I love the Cormoran Strike books, J.K. Rowling's mystery series. This one might be my favorite, as it ties up a long-running story arc in the series, but they're all fun, contemporary, genre-standard mysteries, far more well-written than you'd expect mystery novels to be.

You guys, I spent a shocking amount of this year obsessed with Floyd Collins. I read about him during our trip to Mammoth Cave National Park, and then couldn't stop thinking about him for a long, long time. This book is quite thorough in telling his story, and also tells about the interesting history of travel and tourism in the years between the world wars. But mostly, it tells the horror story of a man trapped in a small cave, hardly able to be reached, entirely unable to be rescued (or was he?), left alone to die in the cold and dark and wet.

Outsider art is one of my interests, especially genre art. The art constructed as part of Christian-themed pop culture counts as outsider art, mainly because its fan base is more interested in the content than the quality, the theming rather than the technique. I had a lot of fun reading these chapters and then looking up the artists referenced. I listened to a lot of bad music, and it took forever for my recommended YouTube videos feed to recover, but it was worth it to watch an episode of a campy TV show about a Bible-based superhero.

FAMILY



I've mentioned several times that The Hobbit and Lord of the Rings trilogy have been our family read-alouds for a long while now. We actually just finished the whole series earlier this autumn! After that, we did A Christmas Carol (we didn't love it a ton, but we did have a lot of fun making fun of it, so there you go), and we're ready to start the Harry Potter series together soon.
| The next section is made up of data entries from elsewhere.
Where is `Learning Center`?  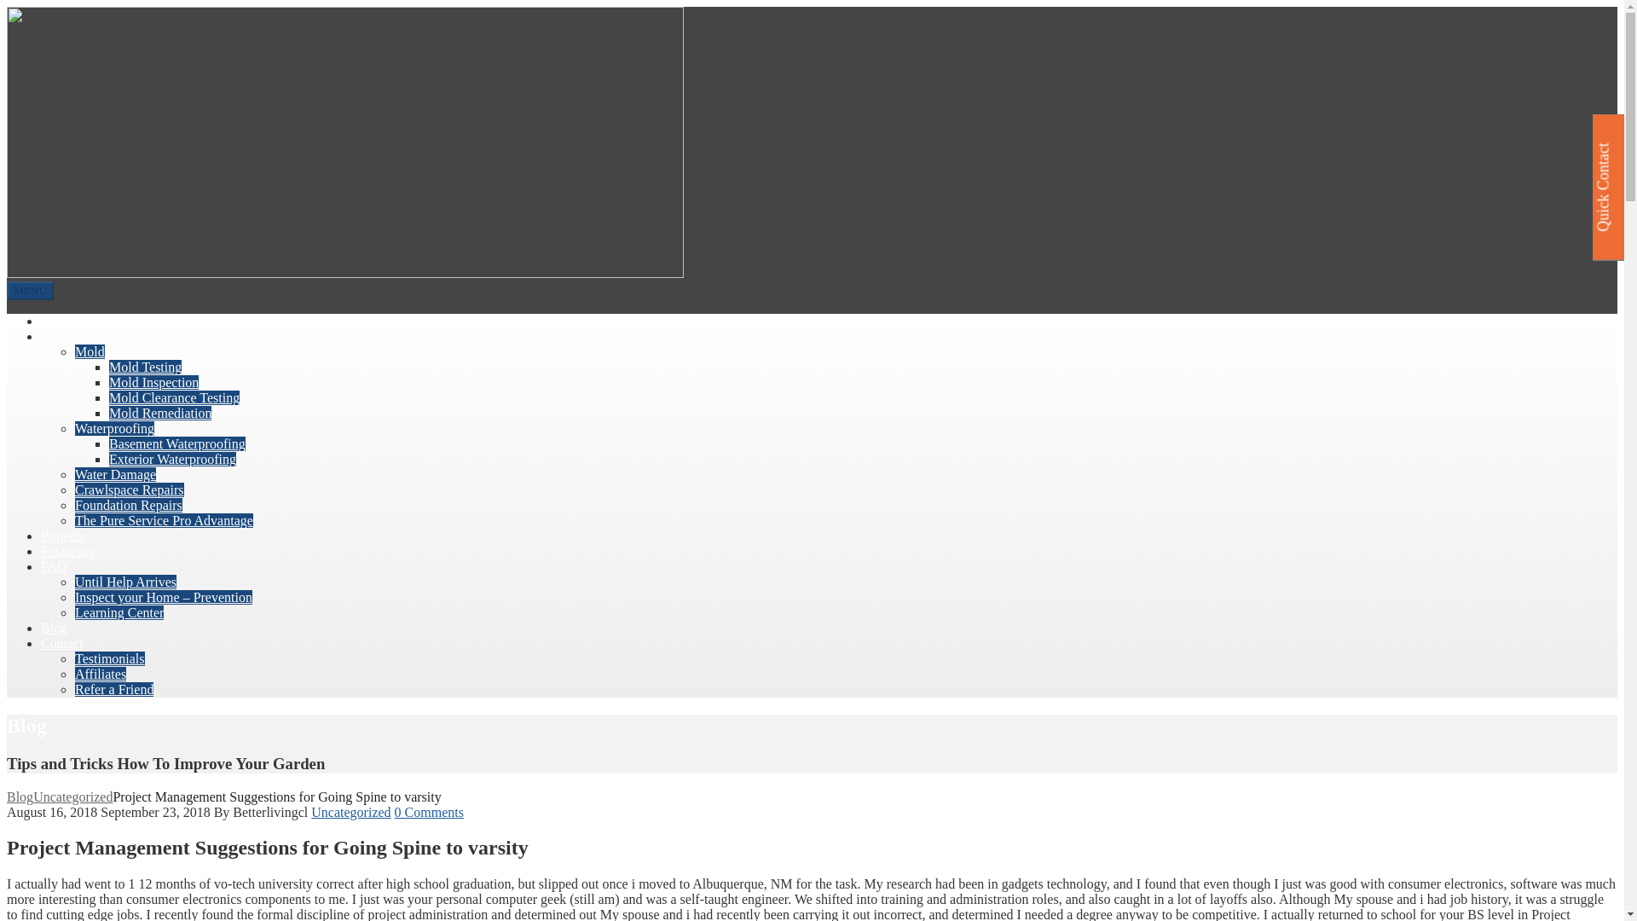 Learning Center is located at coordinates (119, 612).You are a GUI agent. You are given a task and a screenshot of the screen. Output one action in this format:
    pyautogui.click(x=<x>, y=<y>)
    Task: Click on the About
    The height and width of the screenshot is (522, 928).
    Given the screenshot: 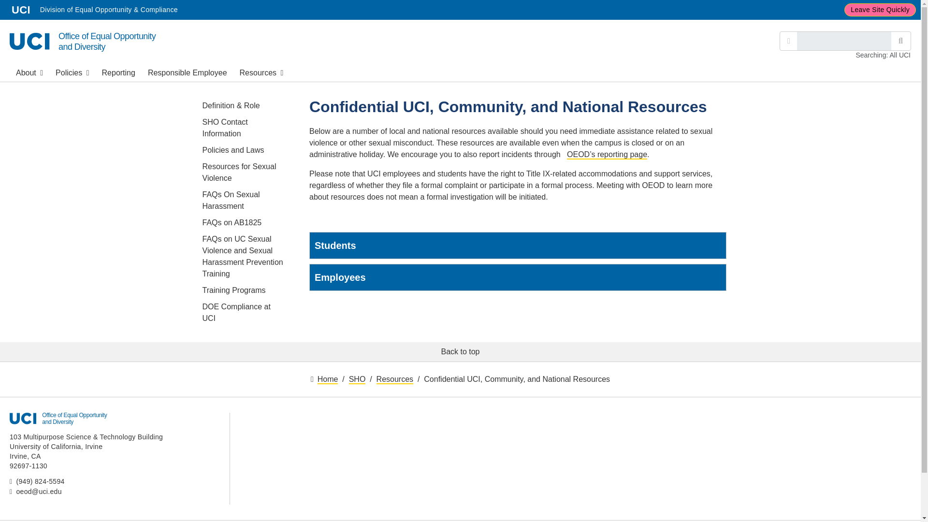 What is the action you would take?
    pyautogui.click(x=118, y=72)
     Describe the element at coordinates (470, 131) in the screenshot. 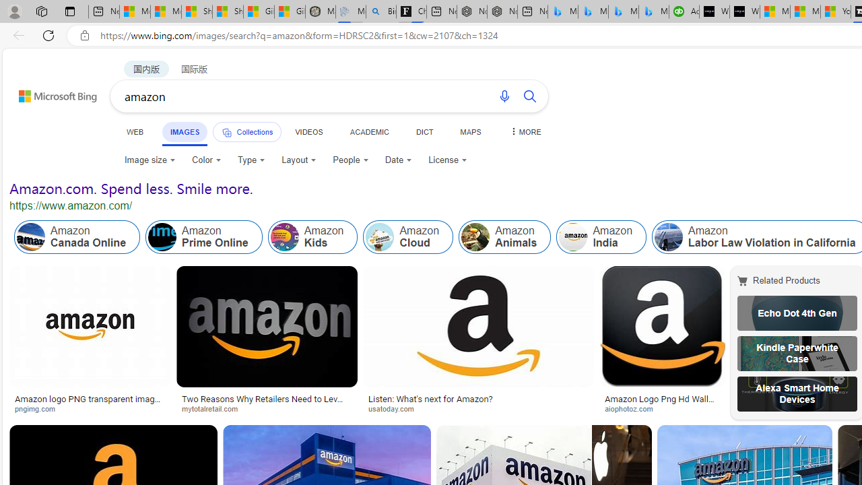

I see `MAPS` at that location.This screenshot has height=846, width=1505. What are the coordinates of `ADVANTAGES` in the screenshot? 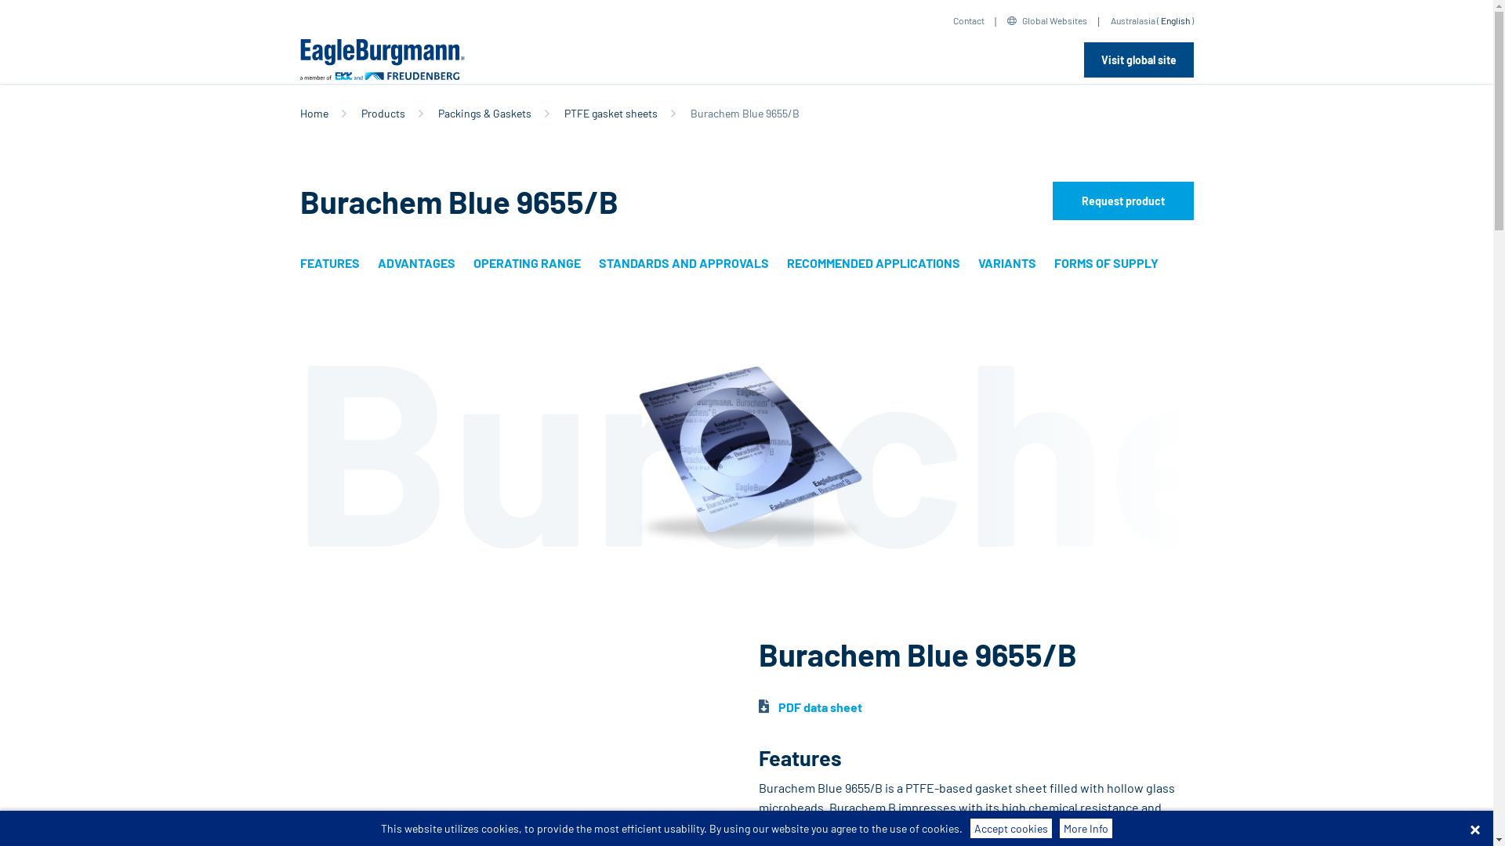 It's located at (417, 263).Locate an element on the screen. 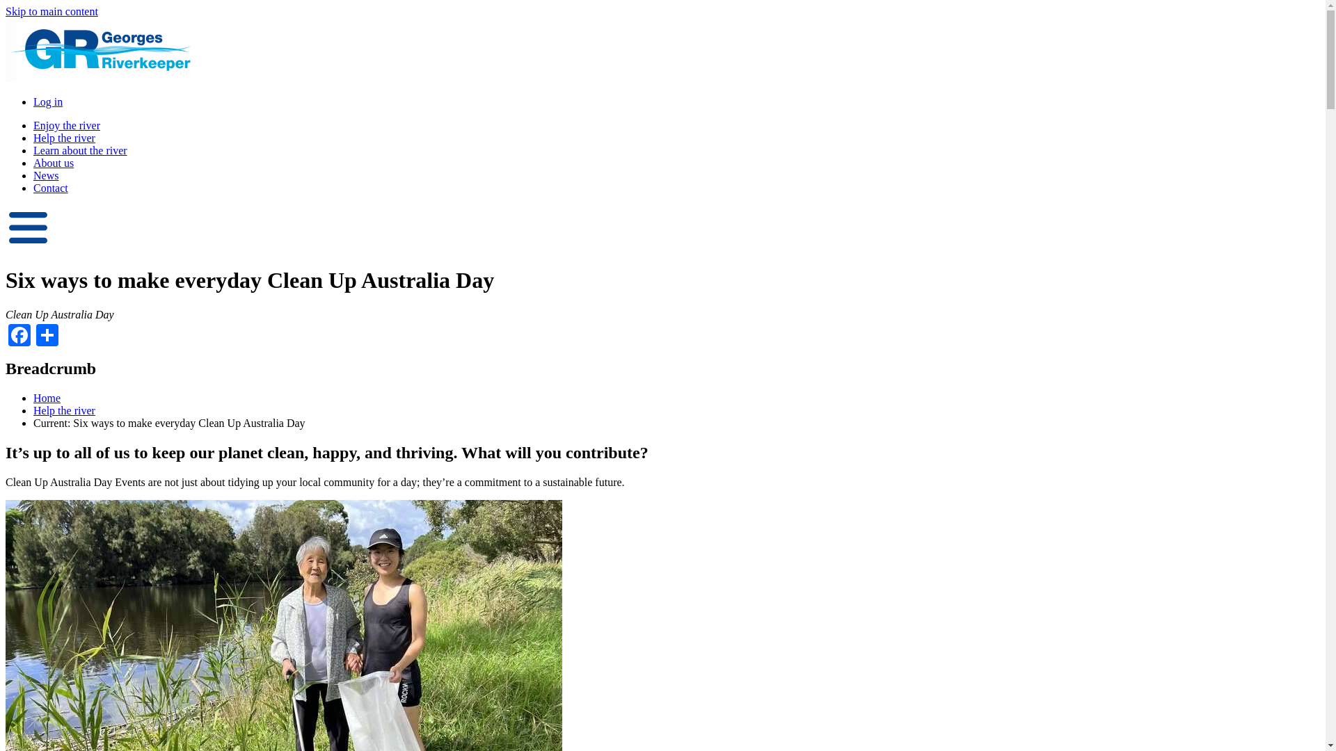 The image size is (1336, 751). News is located at coordinates (46, 175). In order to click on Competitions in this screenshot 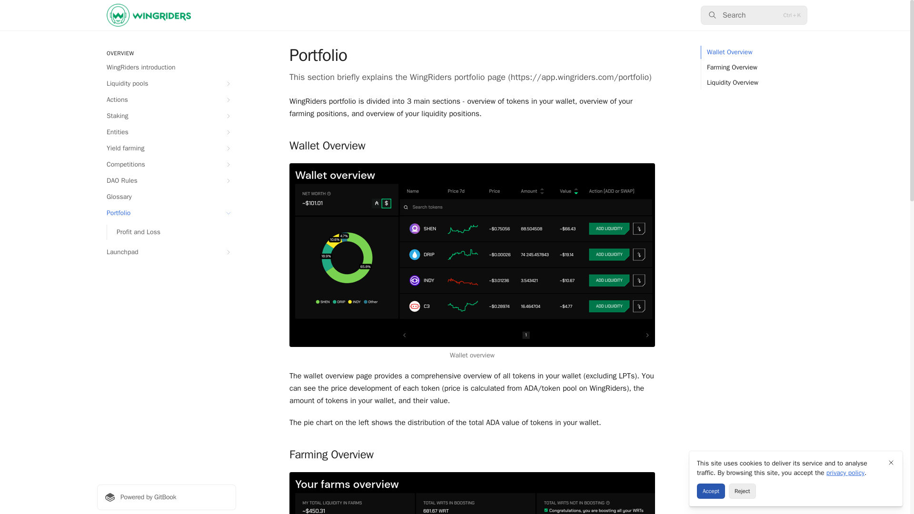, I will do `click(166, 165)`.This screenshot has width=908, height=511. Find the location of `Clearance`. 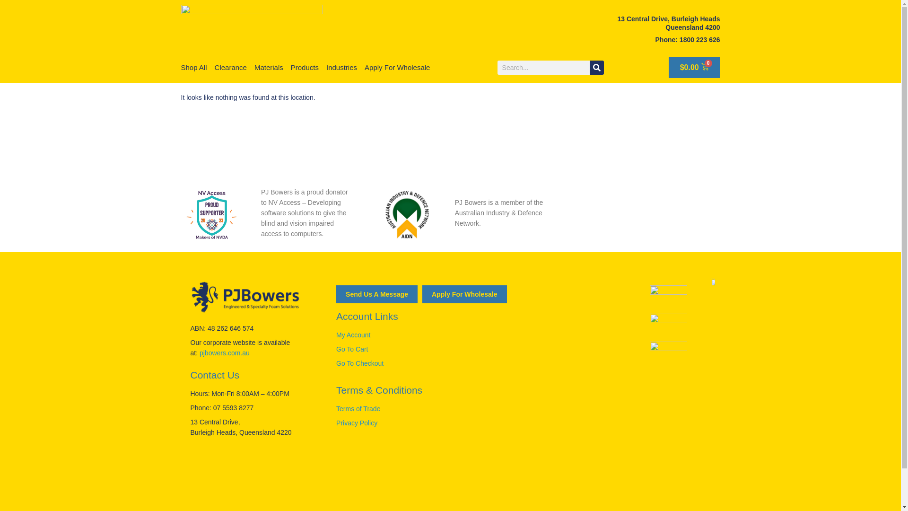

Clearance is located at coordinates (231, 67).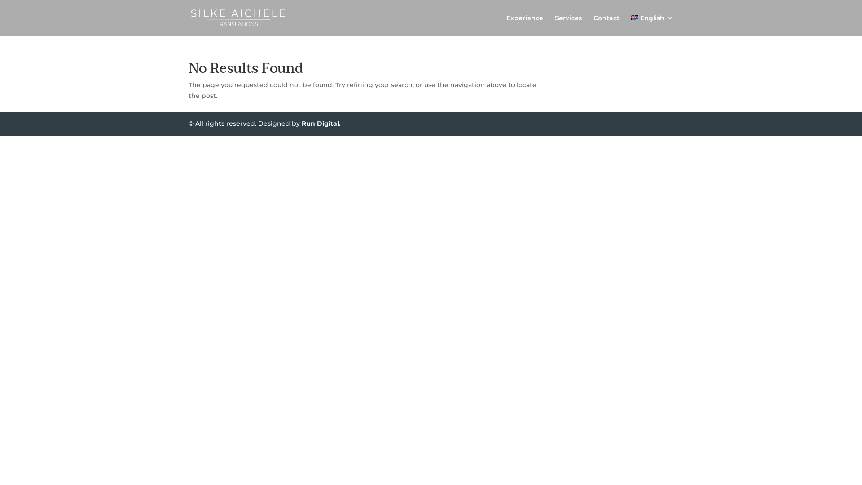 The height and width of the screenshot is (485, 862). What do you see at coordinates (606, 25) in the screenshot?
I see `Contact` at bounding box center [606, 25].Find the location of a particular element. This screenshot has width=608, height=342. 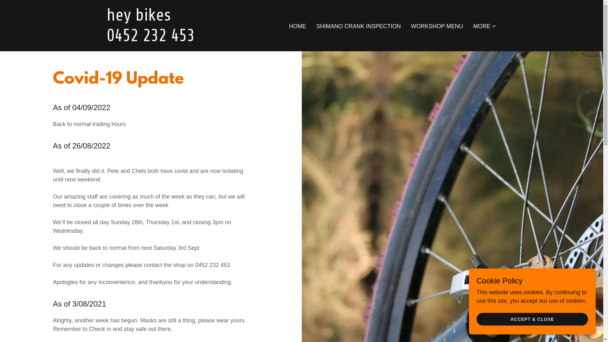

HOME is located at coordinates (298, 26).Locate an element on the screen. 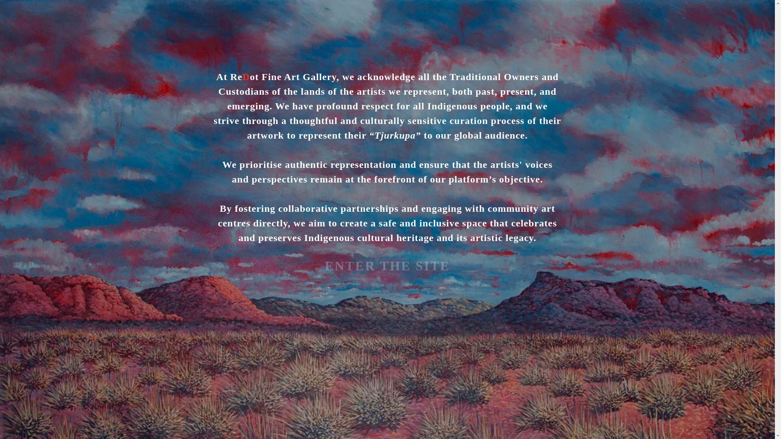 The height and width of the screenshot is (439, 781). list is located at coordinates (451, 126).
I'm already excited by our next year of reading. By this date in 2019, I'll ideally have an exhaustive book list for each kid, as well as me, to peruse through and wax nostalgic about all the happy adventures we've had.

Oh, and if you have any recommended books for us, please let me know in the Comments. We ALWAYS need new things to read!

1 comment:

Tina said...

Thanks for the book recommendations! Emma is working her way through the Apollo series now. Her favorites are Keeper of the Lost Cities, Pegasus, and shes re-listening to the 39 clues. Has Syd read The Books of Elsewhere by Jacqueline West? Emma loved those for quite a while.